Path has been exciting, from young waiting for the mail man to deliver a letter you waiting for, now almost instant spontaneous reaction one treads far more carefully with words used.

As my Mom always said, "the pen is mightier than the sword" use words wisely in fear taken out of context. Yet here we are with no postal system to talk about, no more exciting stamps on mail, we carry on learning.

Thanks for enlightening content to ponder.

You're welcome! Thanks for the comment. We live in a very interesting timeline. I remember thinking how lucky people who were born in the beginning of the twentieth century were to have witnessed so much change—autos, electricity, air travel, the space race. We'll live through more change than they did but so many aren't aware of it, even now. Technology seemed mostly static, or grew slowly, up until the dawn of the internet but this phase will unfold lightning fast in comparison.

Technology has moved very fast, hold onto reality by not being sucked into screens, always enjoy thought of capability if done with good intention.

I am not into poetry, but this is one of the rare poems I was able to grasp and appreciate. Keep writing, you are good at it! I am also a gen X and I remember my first computer that I tried at my dad's work in his university lab. It had green letters on the screen and was one of the first PCs and was considered cutting edge at the time... I recall assembling my first computer ZX Spectrum that had a tape recorder as it's storage device.

I spent my career as a software engineer all 25 years of it going from entry level to software engineer principal before switching into a slightly less technical solutions architect role. I can see the writing on the wall as well, human software development is also becoming obsolete...

Thanks, I appreciate that. I'm glad you connected with it! My first computer was similar to the one you describe. It was a Tandy (Radio Shack) from the early 1980's. It had the memory cartridge as well.

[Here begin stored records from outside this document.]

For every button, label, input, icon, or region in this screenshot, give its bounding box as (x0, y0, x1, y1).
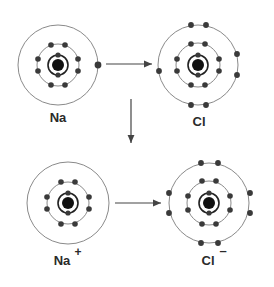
cl-label: Cl (193, 114, 206, 129)
chlorine-atom: Cl (156, 22, 240, 129)
na-ion-label: Na (54, 253, 71, 268)
nucleus (62, 197, 74, 209)
na-ion-symbol: Na (54, 253, 71, 268)
cl-ion-label: Cl (202, 253, 215, 268)
nucleus (192, 59, 204, 71)
ionic-bond-diagram: Na Cl (0, 0, 274, 287)
sodium-ion: Na + (27, 162, 109, 268)
valence-electron (95, 62, 102, 69)
cl-ion-charge: – (219, 243, 226, 258)
nucleus (203, 197, 215, 209)
sodium-atom: Na (18, 25, 101, 125)
chloride-ion: Cl – (166, 160, 253, 268)
nucleus (52, 59, 64, 71)
na-ion-charge: + (74, 245, 81, 259)
cl-ion-symbol: Cl (202, 253, 215, 268)
na-label: Na (50, 110, 67, 125)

Oh yes, most professions and trades will be handed to AI and robots. You're smart to have the foresight to realize that. Us Gen X'rs are lucky to be at the point in our careers that we are. It'll be a little easier for us than it will be for younger people but, sooner or later, governments of the world will need to put plans into place to counter the massive job losses.

For some reason now the song from Dirty Dancing is playing in my head. I've, had, the time of my life...

That song brings back some memories!

Yes! As long as you enjoyed the journey, it was worth it!

As a Gen Xer myself I totally feel your nostalgia. If there's any time I'd go back to us pre Internet days.

purely human creative content will be fading away within the next couple of years

Only online. On a positive, bright note there will always, always be analog creators. It's a human need.

Life was so different back then. There was something to be said about not getting news instantaneously and not being able to be reached 24/7.

I hope you're right about that. It would be great to see a renaissance in literature by human creators. I've certainly experienced a massive tapering off of book sales in the past five years. That might have more to do with dwindling attention spans and changing tastes though.